Thursday, August 02, 2007

Tu Quoque

[posted by Callimachus]

It's amusing to watch the Democratic cheerleaders hiss Bush for snubbing a journalist (technically a "BBC political editor," which suggests a little more than a working stiff in a trench coat and fedora) whose ideological underpinnings he dislikes:

It’s not enough that Bush refuses to answer a question from a respected member of the international press ...

and at the same time cheering the John Edwards campaign to have all Democrats snub Fox News, whose ideological underpinnings they dislike.

"The time has come for Democrats to stop pretending to be friends with the very people who demonize the Democratic Party," Edwards said in a statement.

The whole Bush administration has made it clear from the start that it does not regard the media's role in the U.S. political process as constitutionally established -- something the media often overlooks about itself.
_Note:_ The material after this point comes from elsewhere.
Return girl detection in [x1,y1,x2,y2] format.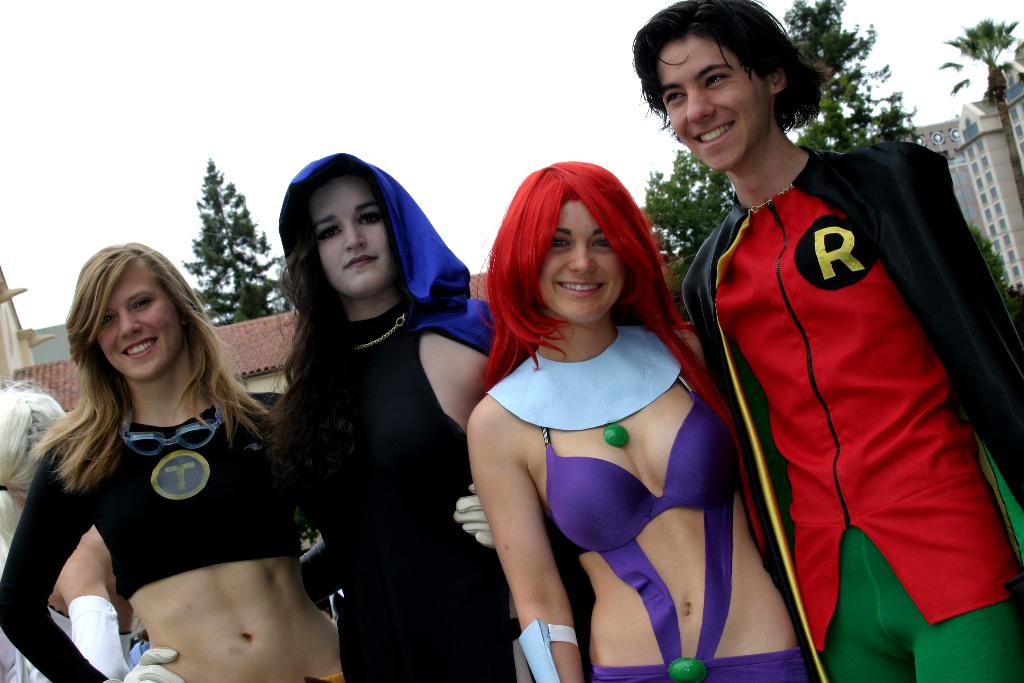
[0,236,348,682].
The administration has made it clear it will talk to whomever it wants to talk to, and ignore whomever it wants to, without regard for the media's own pecking order or sense of the relative weight and importance of its outlets.
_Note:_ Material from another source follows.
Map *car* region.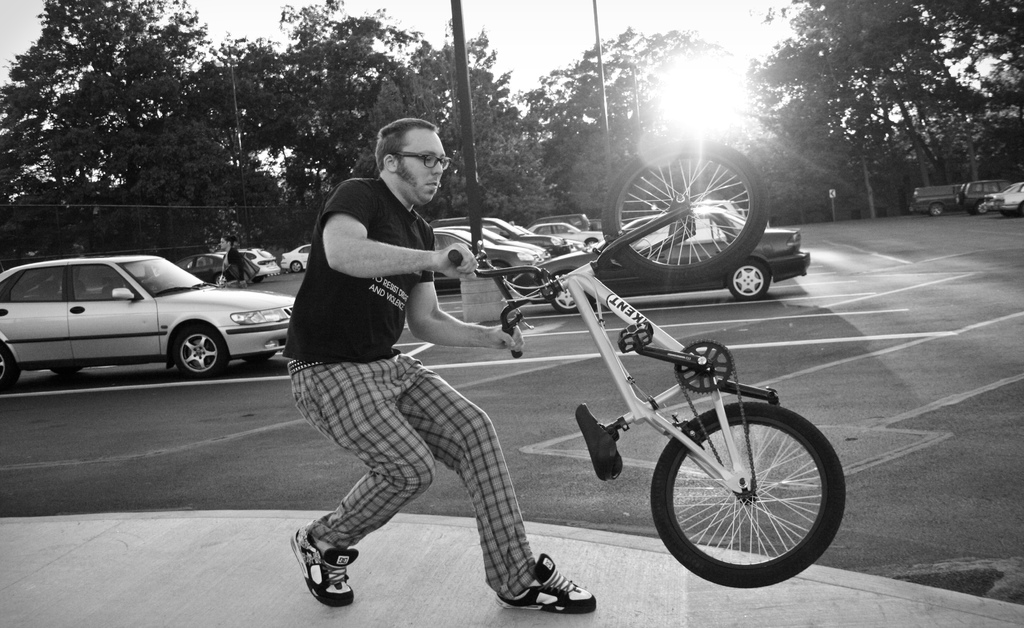
Mapped to detection(280, 243, 310, 273).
So Cheney announces to a small-town Texas newspaper that he accidentally shot a friend, and Bush's general in Iraq gives a key interview to a Republican-boosting blogger, and non-mainstream conservative news outlets get passes to the White House press conferences.
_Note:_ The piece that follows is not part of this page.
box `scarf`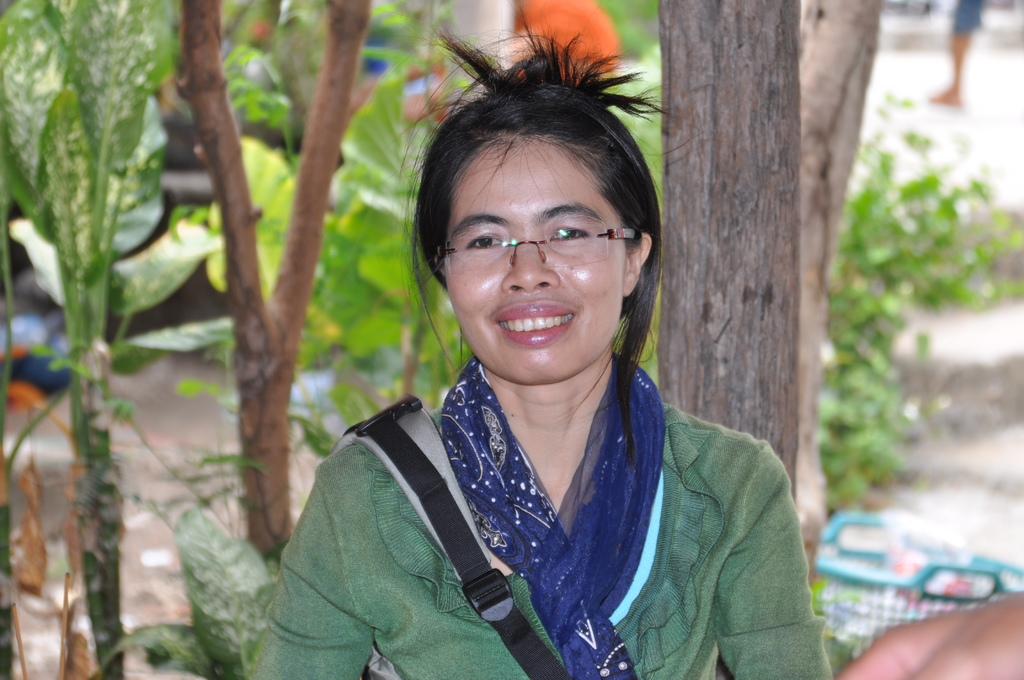
left=445, top=352, right=669, bottom=679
And the gatekeeper media has a fit, while the Democrats cry foul. But at the same time, they adjust to the new rules and quickly learn to apply them to their advantage.

There is some consequence and some disadvantage to democracy in the president cherry-picking his media. The shift in the White House is a result of changes in the nature of the U.S. media in the past 30 years. The Democrats may decry it if they like, but unless their next president intends to revert to some earlier model of media relations, and intends to give Fox AND the BBC equal access, they are being hypocritical.

P.S.: I'd call it a "dis," not an insult. Nick Robinson, the BBC journalist, got into a junior high school-worthy contest of quick wits with George W. Bush, and somehow the British journalist lost to the stupid American cowboy. That could hurt more than the "insult" itself, which, after all, was pretty mild for a man who gets called a "fucking pillock" by politicians at home.